Giles Daniel Warrick, the suspect in a murder in Georgetown and several rapes in the D.C. metro area between 1991 and 1998 was detained on Nov. 13, and is now in police custody. The decades old investigation was aided by the use of genetic genealogy.
Warrick, 60, was arrested at his home in Horry County, South Carolina and charged with six counts of first-degree rape in Montgomery County, Maryland.
Known as the “Potomac River Rapist” because of the geographic area of the attacks, Warrick has been linked by DNA evidence to eight sexual assaults in Montgomery County, and two sexual assaults and a murder in Washington. Two other rapes are linked to Warrick due to the way the crimes were committed.

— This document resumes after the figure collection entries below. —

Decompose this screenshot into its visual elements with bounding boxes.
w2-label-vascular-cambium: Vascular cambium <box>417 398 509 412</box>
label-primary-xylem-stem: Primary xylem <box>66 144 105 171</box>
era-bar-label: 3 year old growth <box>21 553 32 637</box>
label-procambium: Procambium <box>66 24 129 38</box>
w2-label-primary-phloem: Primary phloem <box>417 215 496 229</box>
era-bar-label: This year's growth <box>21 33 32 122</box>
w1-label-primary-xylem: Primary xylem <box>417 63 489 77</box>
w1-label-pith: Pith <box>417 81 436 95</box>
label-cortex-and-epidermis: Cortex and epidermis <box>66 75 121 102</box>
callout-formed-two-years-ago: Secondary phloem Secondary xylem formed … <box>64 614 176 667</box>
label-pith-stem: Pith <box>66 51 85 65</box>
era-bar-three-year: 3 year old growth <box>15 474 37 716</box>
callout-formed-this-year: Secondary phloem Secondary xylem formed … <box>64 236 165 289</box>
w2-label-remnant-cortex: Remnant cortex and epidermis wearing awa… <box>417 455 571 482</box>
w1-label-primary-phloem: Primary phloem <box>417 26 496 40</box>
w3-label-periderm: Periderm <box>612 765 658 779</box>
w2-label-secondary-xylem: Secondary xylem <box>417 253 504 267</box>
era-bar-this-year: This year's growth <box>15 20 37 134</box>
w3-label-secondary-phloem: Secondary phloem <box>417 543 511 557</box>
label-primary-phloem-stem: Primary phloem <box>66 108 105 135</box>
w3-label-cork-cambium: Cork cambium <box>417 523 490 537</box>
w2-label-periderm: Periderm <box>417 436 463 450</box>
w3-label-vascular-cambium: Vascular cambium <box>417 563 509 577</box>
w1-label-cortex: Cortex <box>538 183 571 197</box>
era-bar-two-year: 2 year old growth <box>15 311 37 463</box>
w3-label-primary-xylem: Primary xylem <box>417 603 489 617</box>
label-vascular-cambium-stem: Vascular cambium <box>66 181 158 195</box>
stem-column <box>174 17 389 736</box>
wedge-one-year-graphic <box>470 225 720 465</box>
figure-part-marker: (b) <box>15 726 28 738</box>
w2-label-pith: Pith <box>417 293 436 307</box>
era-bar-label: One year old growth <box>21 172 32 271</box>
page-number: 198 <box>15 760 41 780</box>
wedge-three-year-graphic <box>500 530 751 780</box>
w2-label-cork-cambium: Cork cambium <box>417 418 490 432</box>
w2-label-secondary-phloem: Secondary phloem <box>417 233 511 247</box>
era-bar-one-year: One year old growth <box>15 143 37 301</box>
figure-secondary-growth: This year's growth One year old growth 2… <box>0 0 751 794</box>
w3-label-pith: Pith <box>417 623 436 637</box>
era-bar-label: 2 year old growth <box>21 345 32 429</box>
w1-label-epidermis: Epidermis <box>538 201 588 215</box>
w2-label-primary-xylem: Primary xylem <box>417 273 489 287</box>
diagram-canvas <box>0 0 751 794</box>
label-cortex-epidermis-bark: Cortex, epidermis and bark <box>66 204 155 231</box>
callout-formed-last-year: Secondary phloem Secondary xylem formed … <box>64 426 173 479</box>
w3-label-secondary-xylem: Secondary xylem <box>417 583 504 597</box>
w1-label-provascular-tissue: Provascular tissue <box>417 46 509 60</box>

The victims ranged in age from 18 to 58. The Potomac River Rapist would often cut phone lines, force his way into homes, cover the victims’ heads, before committing sexual assault.
In 1998, Christine Mirzayan, a then-29-years-old National Academy of Sciences fellow living in student housing at Georgetown University, was walking home from a cookout in the Georgetown neighborhood when she was sexually assaulted and murdered with a 73-pound-rock in the woods.

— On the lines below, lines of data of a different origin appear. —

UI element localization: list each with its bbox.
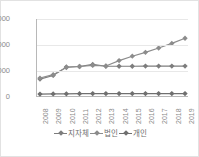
data-point-marker (103, 63, 108, 68)
data-point-marker (143, 91, 148, 96)
legend-item-1[interactable]: 법인 (90, 129, 118, 138)
gridline (37, 19, 188, 20)
x-axis-tick-label: 2019 (188, 114, 195, 124)
plot-area (36, 19, 188, 97)
legend-label: 법인 (104, 129, 118, 138)
data-point-marker (143, 63, 148, 68)
x-axis-label-group: 2008200920102011201220132014201520162017… (36, 98, 188, 128)
data-point-marker (156, 91, 161, 96)
y-axis-tick-label: 2000 (0, 41, 10, 49)
x-axis-tick-label: 2018 (175, 114, 182, 124)
y-axis-tick-label: 3000 (0, 15, 10, 23)
legend-marker-icon (119, 130, 132, 137)
data-point-marker (90, 91, 95, 96)
data-point-marker (156, 63, 161, 68)
x-axis-tick-label: 2011 (82, 114, 89, 124)
data-point-marker (77, 64, 82, 69)
x-axis-tick-label: 2008 (42, 114, 49, 124)
data-point-marker (116, 91, 121, 96)
legend-item-2[interactable]: 개인 (119, 129, 147, 138)
x-axis-tick-label: 2014 (122, 114, 129, 124)
data-point-marker (130, 64, 135, 69)
data-point-marker (169, 91, 174, 96)
data-point-marker (130, 54, 135, 59)
chart-legend: 지자체법인개인 (1, 129, 199, 138)
x-axis-tick-label: 2012 (95, 114, 102, 124)
y-axis-tick-label: 0 (0, 93, 10, 101)
x-axis-tick-label: 2015 (135, 114, 142, 124)
y-axis-tick-label: 1000 (0, 67, 10, 75)
data-point-marker (90, 63, 95, 68)
chart-container: 3000200010000 20082009201020112012201320… (0, 0, 199, 157)
data-point-marker (182, 63, 187, 68)
data-point-marker (50, 91, 55, 96)
data-point-marker (103, 91, 108, 96)
gridline (37, 45, 188, 46)
data-point-marker (64, 65, 69, 70)
data-point-marker (169, 63, 174, 68)
legend-marker-icon (54, 130, 67, 137)
x-axis-tick-label: 2010 (69, 114, 76, 124)
legend-marker-icon (90, 130, 103, 137)
gridline (37, 71, 188, 72)
data-point-marker (182, 91, 187, 96)
data-point-marker (116, 58, 121, 63)
x-axis-tick-label: 2009 (55, 114, 62, 124)
data-point-marker (143, 50, 148, 55)
data-point-marker (37, 75, 42, 80)
data-point-marker (77, 91, 82, 96)
x-axis-tick-label: 2013 (108, 114, 115, 124)
legend-item-0[interactable]: 지자체 (54, 129, 89, 138)
data-point-marker (130, 91, 135, 96)
data-point-marker (116, 64, 121, 69)
series-line-2 (40, 94, 185, 95)
x-axis-tick-label: 2017 (161, 114, 168, 124)
chart-series-layer (37, 19, 188, 96)
x-axis-tick-label: 2016 (148, 114, 155, 124)
data-point-marker (64, 91, 69, 96)
data-point-marker (37, 91, 42, 96)
data-point-marker (156, 45, 161, 50)
legend-label: 지자체 (68, 129, 89, 138)
data-point-marker (182, 36, 187, 41)
legend-label: 개인 (133, 129, 147, 138)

In 2011, the Montgomery County Police Department (MCPD) and the Metropolitan Police Department (MPD) were able to link eight of the cases using DNA. In conjunction with the FBI, they formed a task force and put up billboards with a sketch of the suspect at bus stations and other locations in 15 cities along the East Coast. The FBI also launched a website modeled after the efforts that led to the arrest of former Boston mobster James “Whitey” Bulger.

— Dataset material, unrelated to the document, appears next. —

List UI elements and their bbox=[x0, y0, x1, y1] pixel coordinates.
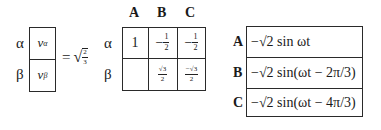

However, it took the development of technologies like genetic genealogy and public genealogy services to finally crack the case. According to Virginia forensic genealogy company Parabon Nanolabs, genetic genealogy “is the combination of genetic analysis with traditional historical and genealogical research to study family history,” and that for forensic investigations, “it can be used to identify remains by tying the DNA to a family with a missing person or to point to the likely identity of a perpetrator.
According to Sgt. Chris Homrock, head of the MCPD’s cold case unit, detectives submitted a genetic profile they had developed from the evidence at the scene to Parabon Nanolabs. The lab then identified a number of possible relatives, whom detectives interviewed and subsequently learned of Warrick.
Genetic genealogy has dramatically altered the way detectives have cracked cold cases. According to Parabon Nanolabs chief genealogist CeCe Moore, around 100 suspects have been identified using genetic genealogy since the arrest of the suspected “Golden State Killer” in April 2018.
Warrick, who refused to talk with authorities after being taken into custody this week, allegedly expressed no remorse when asked about the crimes he had been charged with.
According to MPD Chief Peter Newsham, Warrick will be extradited to D.C. in order to be charged with first-degree murder and the sexual assaults in the D.C. metro area.
MCPD detectives are now re-examining local unsolved rape cases to see if Warrick can be connected.
“Detectives are concerned there may be additional victims in the area given the prolonged period of time that has elapsed involving Giles Daniel Warrick,” read a Nov. 14 MCPD press release.